Democratic pollster Pia Nargundkar said Friday that stricter voting laws can discourage voters in their effort to cast ballots.
“If you’re trying to get out to vote, and you took some time off from work or you got a babysitter for your child, and you did everything you were supposed to, and you’re still not allowed to vote, that’s very discouraging,” Nargundkar, a senior associate at ALG Research, told Hill.TV’s Jamal Simmons’s on “What America’s Thinking.”
“It can be encouraging for some people who have the means to do so, but making it more difficult for citizens to vote, definitely has a suppression effect,” she continued.
Nargundkar’s comments come as multiple state elections officials grapple with accusations of voter suppression.
Democratic Georgia gubernatorial candidate Stacey Abrams and the state’s Democratic Party have accused Georgia Secretary of State Brian Kemp of voter suppression efforts after a report emerged that 53,000 voter registration applications are on hold because they did not meet state law requiring information on the applications to exactly match that held by the government. Seventy percent of those applications are reportedly from black voters.
Abrams, who, if elected, would become the first black woman governor, said Kemp’s office has worked to suppress the votes of African-Americans in the state, while Kemp has said he is acting to prevent voter fraud.

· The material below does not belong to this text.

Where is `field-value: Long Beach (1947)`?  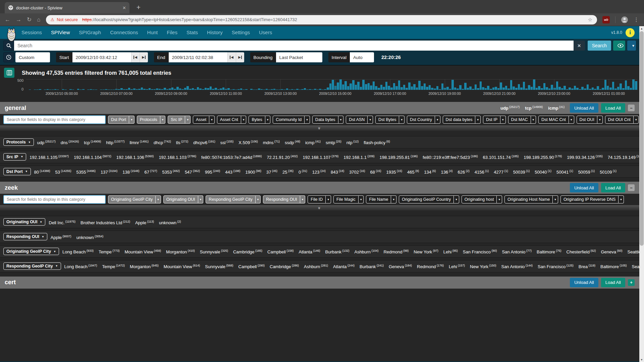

A federal judge ruled Friday that Georgia’s “exact match” rules for voter registration will not apply for next week’s midterm, allowing people to vote who have seen their voter registration held up.
Texas State University students last week demanded extended voting times and more ways to vote on campus after the local GOP president reportedly urged the county to keep the university’s polling location closed. Many students were reportedly angry the polling site was closed and some have accused the local GOP president of voter suppression.